HMRC probes grab £3.9bn extra VAT from SMEs

HMRC probes grab £3.9bn extra VAT from SMEs

Level of additional VAT from probes into small businesses by HMRC's local offices has now almost doubled in three years

HMRC amassed a record £3.9bn in extra VAT from compliance investigations into small businesses in the last year, a 10% hike on the previous 12 months, according to UHY Hacker Young.

The level of additional VAT from probes into small businesses by HMRC’s local offices has now almost doubled in three years, rocketing from £2.2bn in the 2010/11 tax year.

The top 20 firm says the taxman has become increasingly aggressive in challenging the VAT arrangements of small businesses as it aims to boost its tax receipts.

It claims organisations as diverse as financial advisers, property development companies and sports clubs have all been targeted by HMRC, either to challenge long-accepted VAT arrangements, or to impose what some businesses see as unrealistic burdens on them to reclaim VAT.

UHY Hacker Young says that even though too many SMEs are unable afford a potentially drawn-out challenge to HMRC’s demands for extra VAT, the tax authority has had mixed results when forced to argue its case in court.

In July 2014, HMRC failed in its bid to slash the amount of VAT reclaimed by self-storage businesses, after Lok’n Store, successfully argued in court that it should be able to reclaim 99.9% of the VAT it pays – the percentage of its floor space that used for storage.

But HMRC in October announced its intention to ignore this ruling not just when VAT is reclaimed by other self-storage businesses, but also in VAT cases in general, a move that has been criticised by the tax profession.

In another case, HMRC last year argued that online sales of spectacles by Glasses Direct were not accompanied by ‘medical dispensing services’, unlike sales in a bricks-and-mortar shop, making Glasses Direct liable to pay VAT on the full value of the goods without any exemptions. The first-tier tax tribunal disagreed.

Simon Newark, a partner at UHY Hacker Young, said: “HMRC has taken an increasingly hard line over the last year in its attempts to increase tax receipts, so more and more small businesses in particular are finding themselves facing investigation over VAT arrangements that have long been accepted by the tax authority.”

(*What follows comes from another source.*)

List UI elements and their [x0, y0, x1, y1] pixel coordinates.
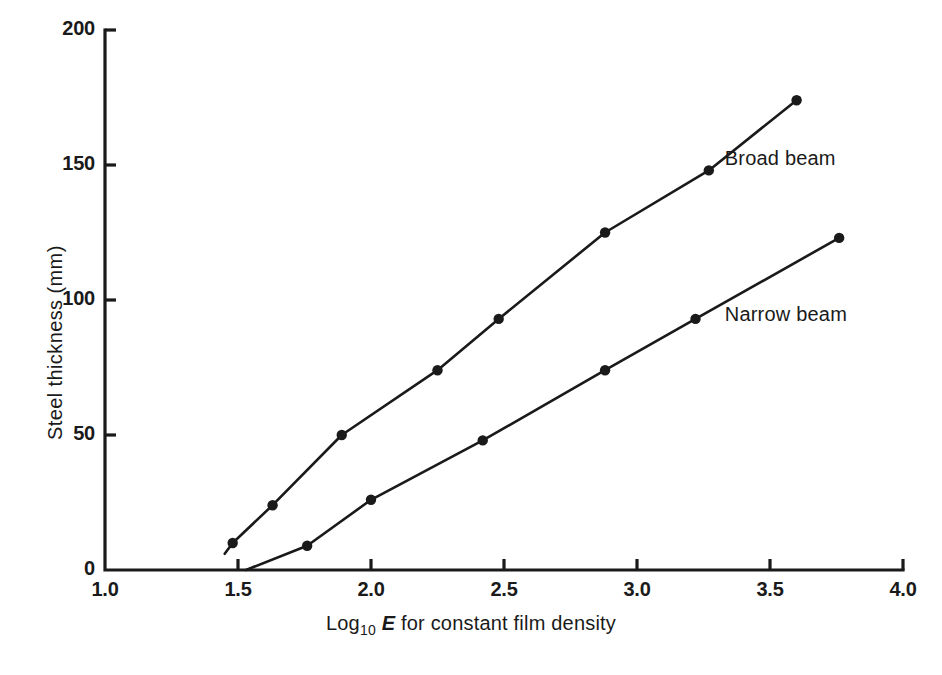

“Unfortunately, the law is heavily weighted in HMRC’s favour. Once they make a decision it is irrelevant if the decision is right, wrong or even unlawful. Unless the taxpayer challenges it, the decision will be enforced by the full might of the State with bailiffs if necessary.”

“The cost of challenging demands for extra VAT through the courts can be prohibitive for a lot of small businesses, and many will simply decide it’s simpler and more cost-effective to just write a cheque to HMRC, even if they believe the demands are incorrect.”

The firm said some SMEs feared they were being treated as ‘second-class citizens’ in VAT disputes, because the tax affairs of large businesses are handled by HMRC’s specialist customer relationship managers, while SME’s “run the gauntlet of HMRC’s local offices and the much-maligned National Advice Service helpline and Written Enquiries office”.